(Beginning of MATERIALS PROVIDED)

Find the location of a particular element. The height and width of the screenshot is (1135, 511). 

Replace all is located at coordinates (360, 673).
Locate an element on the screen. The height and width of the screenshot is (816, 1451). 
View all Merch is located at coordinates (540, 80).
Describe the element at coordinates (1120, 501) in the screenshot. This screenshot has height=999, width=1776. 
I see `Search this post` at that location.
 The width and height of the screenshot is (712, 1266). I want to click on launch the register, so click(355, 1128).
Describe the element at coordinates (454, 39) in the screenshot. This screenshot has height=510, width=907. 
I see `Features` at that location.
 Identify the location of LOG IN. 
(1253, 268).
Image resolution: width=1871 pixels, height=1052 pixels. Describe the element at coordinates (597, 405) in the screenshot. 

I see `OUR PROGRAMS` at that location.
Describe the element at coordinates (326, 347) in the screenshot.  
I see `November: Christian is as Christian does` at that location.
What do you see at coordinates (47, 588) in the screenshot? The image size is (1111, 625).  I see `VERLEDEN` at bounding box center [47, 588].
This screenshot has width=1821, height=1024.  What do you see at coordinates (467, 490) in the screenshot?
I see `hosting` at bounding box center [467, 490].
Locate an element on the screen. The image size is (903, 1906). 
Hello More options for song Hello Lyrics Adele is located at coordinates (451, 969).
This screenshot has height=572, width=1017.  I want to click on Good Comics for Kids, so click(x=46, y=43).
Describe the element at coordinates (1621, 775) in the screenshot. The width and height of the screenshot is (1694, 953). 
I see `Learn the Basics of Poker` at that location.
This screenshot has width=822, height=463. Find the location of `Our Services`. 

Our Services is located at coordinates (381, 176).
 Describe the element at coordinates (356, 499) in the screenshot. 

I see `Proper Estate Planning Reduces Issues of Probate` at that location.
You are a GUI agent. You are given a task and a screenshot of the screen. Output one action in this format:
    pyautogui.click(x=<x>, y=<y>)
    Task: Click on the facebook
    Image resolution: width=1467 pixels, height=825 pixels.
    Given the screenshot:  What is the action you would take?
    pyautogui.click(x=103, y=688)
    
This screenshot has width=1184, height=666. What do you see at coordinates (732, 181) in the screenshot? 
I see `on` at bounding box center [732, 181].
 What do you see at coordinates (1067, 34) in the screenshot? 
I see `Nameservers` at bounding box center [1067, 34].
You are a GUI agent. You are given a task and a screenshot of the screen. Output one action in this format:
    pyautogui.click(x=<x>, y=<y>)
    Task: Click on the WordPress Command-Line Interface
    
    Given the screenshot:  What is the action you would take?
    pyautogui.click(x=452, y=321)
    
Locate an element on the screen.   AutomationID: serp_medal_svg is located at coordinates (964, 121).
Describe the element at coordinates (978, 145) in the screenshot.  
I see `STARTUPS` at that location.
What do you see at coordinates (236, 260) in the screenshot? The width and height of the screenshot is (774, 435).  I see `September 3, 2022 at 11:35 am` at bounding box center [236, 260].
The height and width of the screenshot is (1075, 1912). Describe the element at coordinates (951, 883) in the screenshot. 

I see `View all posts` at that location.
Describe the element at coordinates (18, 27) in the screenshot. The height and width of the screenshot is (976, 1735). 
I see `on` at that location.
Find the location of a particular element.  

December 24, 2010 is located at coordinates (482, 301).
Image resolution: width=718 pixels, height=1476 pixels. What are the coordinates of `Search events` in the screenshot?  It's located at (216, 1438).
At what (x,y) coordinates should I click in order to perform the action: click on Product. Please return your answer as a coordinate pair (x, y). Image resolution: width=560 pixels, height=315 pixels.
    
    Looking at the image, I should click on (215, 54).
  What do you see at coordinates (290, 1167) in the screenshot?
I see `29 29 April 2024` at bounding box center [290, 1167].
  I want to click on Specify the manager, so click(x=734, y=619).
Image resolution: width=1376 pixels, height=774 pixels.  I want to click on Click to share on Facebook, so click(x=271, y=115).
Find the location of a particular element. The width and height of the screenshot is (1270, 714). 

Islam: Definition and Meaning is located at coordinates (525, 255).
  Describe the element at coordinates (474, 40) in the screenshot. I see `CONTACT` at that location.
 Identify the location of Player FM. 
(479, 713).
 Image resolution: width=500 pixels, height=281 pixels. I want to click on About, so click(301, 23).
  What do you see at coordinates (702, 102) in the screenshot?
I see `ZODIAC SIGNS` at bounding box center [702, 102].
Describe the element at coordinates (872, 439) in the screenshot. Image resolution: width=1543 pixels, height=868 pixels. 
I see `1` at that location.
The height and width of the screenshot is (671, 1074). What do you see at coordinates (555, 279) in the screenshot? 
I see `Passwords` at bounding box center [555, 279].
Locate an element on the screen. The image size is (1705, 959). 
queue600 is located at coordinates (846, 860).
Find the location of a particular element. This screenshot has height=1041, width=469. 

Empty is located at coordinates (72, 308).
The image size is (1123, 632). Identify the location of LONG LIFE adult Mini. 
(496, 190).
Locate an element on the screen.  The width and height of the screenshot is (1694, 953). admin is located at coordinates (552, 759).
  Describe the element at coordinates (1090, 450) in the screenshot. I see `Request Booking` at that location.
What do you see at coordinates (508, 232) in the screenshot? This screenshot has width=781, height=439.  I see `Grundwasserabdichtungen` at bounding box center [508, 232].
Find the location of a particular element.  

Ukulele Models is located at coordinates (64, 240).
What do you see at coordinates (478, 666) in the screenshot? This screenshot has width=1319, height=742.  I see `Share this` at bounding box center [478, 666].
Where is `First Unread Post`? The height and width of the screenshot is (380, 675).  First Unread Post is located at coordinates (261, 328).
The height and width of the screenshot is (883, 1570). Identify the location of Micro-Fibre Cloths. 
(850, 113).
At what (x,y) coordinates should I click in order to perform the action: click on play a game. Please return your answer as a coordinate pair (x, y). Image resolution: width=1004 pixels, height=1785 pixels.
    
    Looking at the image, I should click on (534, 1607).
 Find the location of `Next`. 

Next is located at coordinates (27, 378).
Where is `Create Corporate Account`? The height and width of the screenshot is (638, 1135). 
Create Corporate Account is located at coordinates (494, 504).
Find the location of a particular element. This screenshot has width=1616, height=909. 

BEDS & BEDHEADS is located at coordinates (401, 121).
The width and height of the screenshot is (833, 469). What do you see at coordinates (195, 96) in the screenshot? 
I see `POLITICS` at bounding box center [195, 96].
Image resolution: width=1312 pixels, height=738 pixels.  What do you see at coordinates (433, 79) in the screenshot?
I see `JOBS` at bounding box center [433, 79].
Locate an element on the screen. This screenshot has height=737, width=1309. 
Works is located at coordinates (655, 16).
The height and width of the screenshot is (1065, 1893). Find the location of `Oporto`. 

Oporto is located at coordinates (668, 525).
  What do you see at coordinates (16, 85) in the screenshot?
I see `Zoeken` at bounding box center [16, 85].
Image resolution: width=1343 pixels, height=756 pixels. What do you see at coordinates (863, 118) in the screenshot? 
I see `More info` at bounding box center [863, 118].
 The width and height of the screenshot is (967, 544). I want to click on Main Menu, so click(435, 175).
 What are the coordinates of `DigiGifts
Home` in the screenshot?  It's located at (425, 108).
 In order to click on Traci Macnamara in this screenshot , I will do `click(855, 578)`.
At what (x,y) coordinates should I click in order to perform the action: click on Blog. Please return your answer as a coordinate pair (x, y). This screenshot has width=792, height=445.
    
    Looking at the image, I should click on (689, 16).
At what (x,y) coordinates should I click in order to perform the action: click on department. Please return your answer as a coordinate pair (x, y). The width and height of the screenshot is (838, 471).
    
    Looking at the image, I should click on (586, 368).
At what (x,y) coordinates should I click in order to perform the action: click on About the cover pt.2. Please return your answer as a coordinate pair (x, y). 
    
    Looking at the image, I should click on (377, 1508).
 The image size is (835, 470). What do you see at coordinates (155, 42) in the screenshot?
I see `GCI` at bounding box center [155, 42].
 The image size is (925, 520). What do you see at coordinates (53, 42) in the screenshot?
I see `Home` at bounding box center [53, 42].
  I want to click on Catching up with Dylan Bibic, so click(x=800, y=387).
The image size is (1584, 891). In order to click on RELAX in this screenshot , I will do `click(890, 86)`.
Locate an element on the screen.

(End of MATERIALS PROVIDED)

**EXERCISE PROMPT**
For every line in the entries above that contains "will", add one to a count, and give that number by itself.

**ANSWER SECTION**
2